In laymans terms I was suffering from information overload.
And really what helped me the most was something I learned here and through BabyPips.com which is to keep it simple.
If you're looking at a chart with 15 indicators on it and 7 MA's it is very easy to get conflicting views on where the market is headed.
If I may be so bold, may I suggest going back to basics?
Take a chart and find the time-frame that works for you, apply one or two indicators and just observe how they interact with eachother.
For instance I am using 2 moving averages and the a/d line and thats it.
If the trades go against you thats ok it will happen the thing to remember is that by practicing proper money management and following your own strategy with dicipline will allow you to have more losing trades than winners and still walk away with a profit.

Like others have suggested break your trading concerns down into individual questions and post them up here. If the good people here don't have the info you're looking for a mentor won't either.
 
Thank you Zombie. I am passed the point of looking at a fireworks chart, I have no opinion on markets because I am retail, I only use general direction of predominant trend & enter on pullbacks on lower time frame.

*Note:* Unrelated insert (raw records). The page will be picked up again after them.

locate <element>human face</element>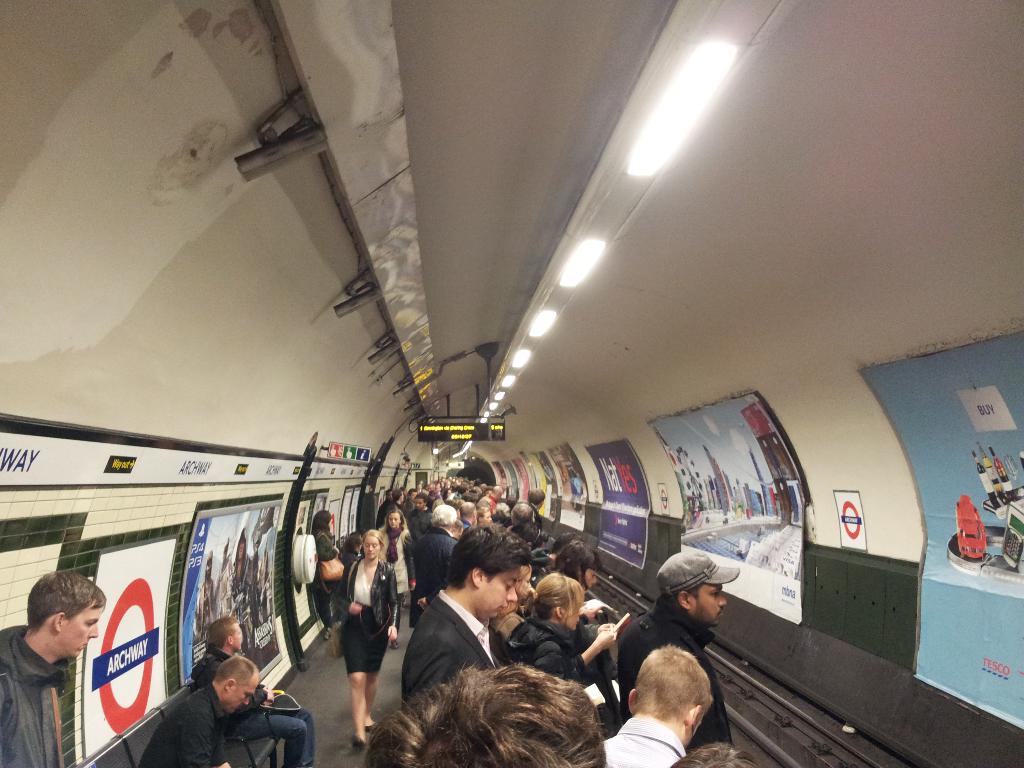
695 582 730 625
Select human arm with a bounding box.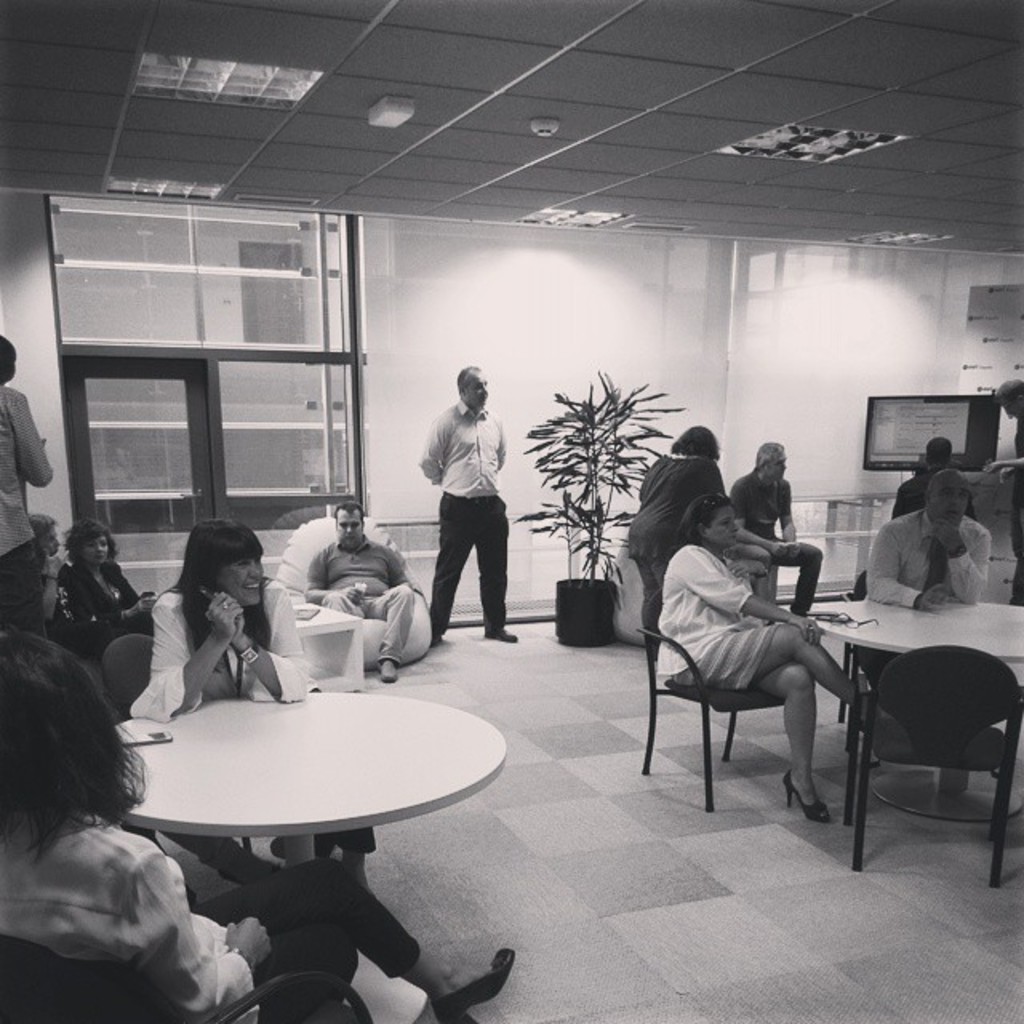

You are welcome to have a look & comment, current trades were posted pretty much in real time, so last 4 hour candle is where i entered

http://www.trade2win.com/boards/trading-journals/81682-swing-trades.html

Hi Piker, I am still a newbie when it comes to trading but I made a comment in another thread yesterday that might help a little.
When I started trading I was in the same boat, I knew a lot of things about the markets but didn't have a solid plan as to how to put it all together.
In laymans terms I was suffering from information overload.
And really what helped me the most was something I learned here and through BabyPips.com which is to keep it simple.
If you're looking at a chart with 15 indicators on it and 7 MA's it is very easy to get conflicting views on where the market is headed.
If I may be so bold, may I suggest going back to basics?
Take a chart and find the time-frame that works for you, apply one or two indicators and just observe how they interact with eachother.
For instance I am using 2 moving averages and the a/d line and thats it.
If the trades go against you thats ok it will happen the thing to remember is that by practicing proper money management and following your own strategy with dicipline will allow you to have more losing trades than winners and still walk away with a profit.

Like others have suggested break your trading concerns down into individual questions and post them up here. If the good people here don't have the info you're looking for a mentor won't either.